Put briefly and starkly, Liberation Theology treats Jesus as a proto-revolutionary who came to save the poor from social injustice. The Kingdom of God is the earthly paradise which we will construct from the ruins of Satanic capitalism. The church serves the role of the Party, as the vanguard of the sacred class chosen by History (oops, I meant to say “Jesus”) to overturn the wicked “structures of sin,” and put the Sermon on the Mount into action at the point of a bayonet. The meek shall inherit the earth, once we’ve rounded up all the non-meek into gulags and confiscated their land. You know, the way the Soviets saved Ukraine from greedy farmers in the 1930s.

It sounds like thinly veiled Marxist theory, and that’s exactly what it is. As Norman Cohn and Eric Voegelin showed, Marx himself seized the Christian vision of a New Jerusalem after the Second Coming, dragged it into politics, and dressed it up in a white lab coat as a “scientific” prediction of a this-worldly utopia. Instead of the Second Coming, he inserted “the Revolution,” and in place of the Christian church he plugged in the proletariat and the Party. For decades, idealists around the world were willing to conspire, betray their country, go to prison, die — and wherever they came to power, to kill their fellow men by the tens of millions, and imprison millions more, to force Marx’s kingdom to come.

Leftism is always relentless, not because it works, but because it’s evil. They never learn or give up.  There is no reason to stop trying and hating when you have an eternity before you.

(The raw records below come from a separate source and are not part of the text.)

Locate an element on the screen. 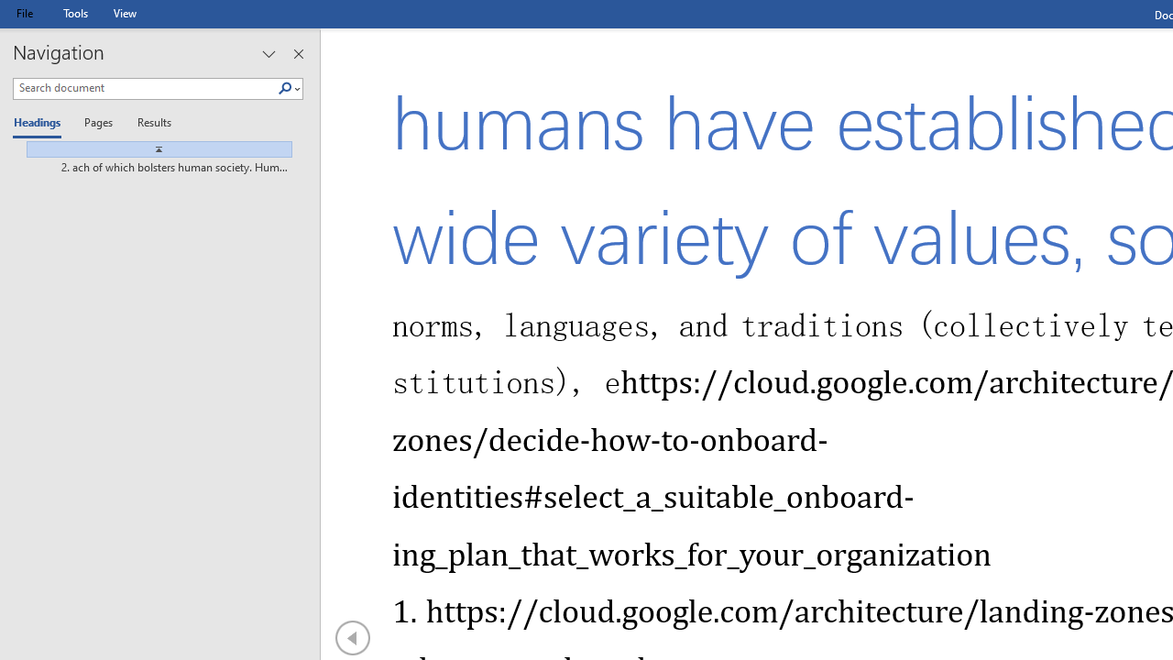 The height and width of the screenshot is (660, 1173). Jump to the beginning is located at coordinates (152, 149).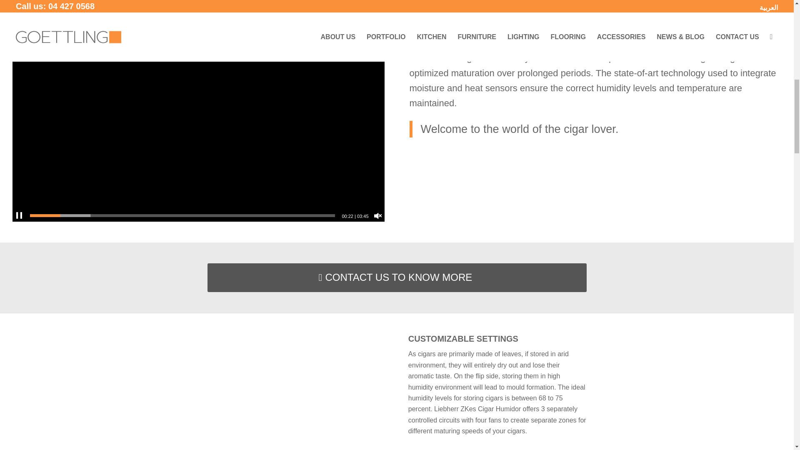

The sordid failure of materialist Marxism to fulfill any — even one — of its messianic promises posed a problem for people who were still, for their own reasons, drawn to revolutionary fantasies that entailed gaining power, confiscating other people’s property and silencing them by force. History, it is perfectly clear, is not inexorably driven to produce a dictatorship of the proletariat. It took Soviet tanks to remind the workers of Hungary and Poland of what was good for them. It demanded concrete walls and barbed wire to stop the common people from fleeing “people’s” regimes by the millions, to live instead in wicked capitalist lands where they would be exploited. What to do, if you still find reality intolerable, and crave a revolution?

You turn to magic. You create a “god from a machine.” You twist people’s faith in Christ into the self-confidence of a conquering social class. You drag down their hope for heaven, and rope it to wishes for cheaper gas and more cassavas. You teach them that real love, tough love, amounts to a cold-blooded calculation about maximizing utility: To make that liberating omelet, Jesus wants you to crack some heads. Perversely, as Marxism by natural means began to collapse all around the world, liberation theologians tried to revive it by calling it Christian.

Look for this in the Pope’s goals, in his allies, and in his rhetoric.  You won’t have to look hard.